The average carbon storage in leaves of Barringtonia racemosa, Cyclobalanopsis glauca, and Alnus formosana from 10/2008 to 10/2009

Fig. 6
figure 6

The average carbon storage in timber of Barringtonia racemosa, Cyclobalanopsis glauca, and Alnus formosana from 10/2008 to 10/2009

The annual estimated gross carbon storage of B. racemosa, C. glauca, and A. formosana is equivalent to the amount of carbon stored in the aboveground biomass (including leaf), which resulted in 1926, 1335, and 4733 kg C ha−1 a−1, respectively.

Discussion

In general, BEFs (e.g. leaf area and photosynthetic rate, DBH, and tree volume) are used as non-destructive methods to predict biomass production and carbon storage in forestland (Aboal et al. 2005; de Gier 2003); these criteria can also be used for predictions about urban trees (Nowak and Crane 2002). The results for carbon storage obtained in this study varied substantially among species from 1335 to 4733 kg C ha−1 a−1. Species with a greater leaf area and timber volume seem to store larger amounts of carbon, based on the BEF criteria.
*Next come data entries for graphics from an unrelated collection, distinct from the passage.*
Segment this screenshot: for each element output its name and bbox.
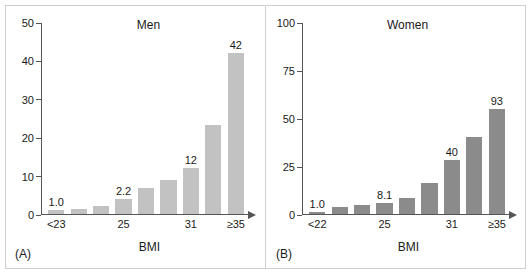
y-tick-women-0 (297, 215, 302, 216)
bar-women-5 (421, 183, 437, 214)
panel-men: Men 010203040501.02.21242<232531≥35 BMI … (5, 5, 270, 269)
bar-value-label-men-3: 2.2 (116, 186, 131, 197)
panel-tag-b: (B) (276, 248, 292, 260)
y-tick-men-10 (36, 176, 41, 177)
bar-value-label-men-6: 12 (185, 155, 197, 166)
bar-value-label-men-0: 1.0 (49, 197, 64, 208)
y-tick-label-men-0: 0 (28, 210, 34, 221)
bar-value-label-women-3: 8.1 (377, 190, 392, 201)
y-tick-women-75 (297, 71, 302, 72)
bar-men-3: 2.2 (115, 199, 131, 214)
bar-value-label-women-8: 93 (491, 96, 503, 107)
y-tick-label-women-25: 25 (283, 162, 295, 173)
y-tick-label-women-50: 50 (283, 114, 295, 125)
y-tick-label-men-20: 20 (22, 133, 34, 144)
x-axis-title-women: BMI (266, 241, 531, 253)
x-tick-label-men-2: 31 (185, 219, 197, 230)
bar-men-5 (160, 180, 176, 214)
y-tick-women-50 (297, 119, 302, 120)
x-axis-women (302, 214, 510, 215)
y-axis-women (302, 23, 303, 215)
bar-men-6: 12 (183, 168, 199, 214)
y-tick-label-women-0: 0 (289, 210, 295, 221)
y-tick-label-men-30: 30 (22, 94, 34, 105)
y-tick-men-0 (36, 215, 41, 216)
bar-men-1 (71, 209, 87, 214)
y-tick-label-women-75: 75 (283, 66, 295, 77)
y-tick-women-100 (297, 23, 302, 24)
bar-women-1 (332, 207, 348, 214)
bar-value-label-women-0: 1.0 (310, 199, 325, 210)
y-tick-men-50 (36, 23, 41, 24)
panel-tag-a: (A) (15, 248, 31, 260)
x-tick-label-men-0: <23 (47, 219, 66, 230)
x-axis-arrow-men (248, 211, 256, 219)
bar-men-7 (205, 125, 221, 214)
y-axis-men (41, 23, 42, 215)
x-axis-men (41, 214, 249, 215)
x-tick-label-men-3: ≥35 (227, 219, 245, 230)
y-tick-label-men-50: 50 (22, 18, 34, 29)
y-tick-label-men-40: 40 (22, 56, 34, 67)
plot-area-women: 02550751001.08.14093<222531≥35 (302, 23, 514, 215)
x-tick-label-women-3: ≥35 (488, 219, 506, 230)
bar-women-2 (354, 205, 370, 214)
bar-men-4 (138, 188, 154, 214)
y-tick-women-25 (297, 167, 302, 168)
figure-root: Men 010203040501.02.21242<232531≥35 BMI … (0, 0, 531, 274)
panel-women: Women 02550751001.08.14093<222531≥35 BMI… (266, 5, 531, 269)
bar-men-8: 42 (228, 53, 244, 214)
y-tick-label-men-10: 10 (22, 171, 34, 182)
x-tick-label-women-0: <22 (308, 219, 327, 230)
bar-women-7 (466, 137, 482, 214)
bar-value-label-women-6: 40 (446, 147, 458, 158)
x-axis-arrow-women (509, 211, 517, 219)
y-tick-men-20 (36, 138, 41, 139)
x-tick-label-men-1: 25 (117, 219, 129, 230)
bar-women-0: 1.0 (309, 212, 325, 214)
bar-men-0: 1.0 (48, 210, 64, 214)
bar-men-2 (93, 206, 109, 214)
bar-women-3: 8.1 (376, 203, 392, 214)
x-tick-label-women-1: 25 (378, 219, 390, 230)
bar-women-8: 93 (489, 109, 505, 214)
plot-area-men: 010203040501.02.21242<232531≥35 (41, 23, 253, 215)
x-axis-title-men: BMI (5, 241, 270, 253)
y-tick-men-40 (36, 61, 41, 62)
bar-women-4 (399, 198, 415, 214)
bar-value-label-men-8: 42 (230, 40, 242, 51)
y-tick-label-women-100: 100 (277, 18, 295, 29)
x-tick-label-women-2: 31 (446, 219, 458, 230)
bar-women-6: 40 (444, 160, 460, 214)
y-tick-men-30 (36, 99, 41, 100)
Additionally, the photosynthetic rate increased from March to June in 2009 in response to variations in PPF (Figs. 1, 4) leading to increased photosynthesis and thus greater carbon storage by the B. racemosa and C. glauca specimens. However, this pattern was not found for A. formosana, due to the decreased leaf area and photosynthetic rate from March to June in 2009 (Figs. 2, 4, 5).

The living wood tissues are the major storage compartments of carbon in trees, and thus the amount of carbon that is sequestered in wood is highly correlated to timber volume (e.g. R 2 is 0.92, 0.66, and 0.92, for B. racemosa, C. glauca, and A. formosana, respectively). Echoing the findings of a previous report that stem circumference can be used to accurately estimate the total aboveground yield of some eucalyptus species in Central Queensland, Australia (Burrows et al. 2000). Results of our current work indicated that, of the three species studied, A. formosana has the highest potential to store carbon, followed by B. racemosa and then C. glauca.

This study examined the potential carbon storage of three avenue trees species at 3 years of age, but it should be noted that the long-term carbon storage depends on the growth characteristics of the tree species, the environmental conditions, the density of tree plantation, and it is more important to plant the right species. Therefore, more research is needed on variations in these factors among urban trees to obtain better estimates of their related carbon storage abilities.

Conclusion

This study provides details about the aboveground carbon storage potential of young B. racemosa, C. glauca, and A. formosana. The total gross aboveground biomass carbon stock per hectare for these trees measured were 1926, 1335, and 4733 kg Cha−1 a−1, respectively. However, our estimated results were limited by the pot growth conditions, the youth of the plants, and the consideration of only the aboveground biomass carbon. To evaluate the true extent to which these species are appropriate urban trees for use in carbon sequestration, and how well they are able to store extra carbon within their biomass, every year of carbon production (e.g. plant decomposition and burning) and reduction (i.e., sequestration) is needed, as this will yield a better understanding of carbon cycling within a city.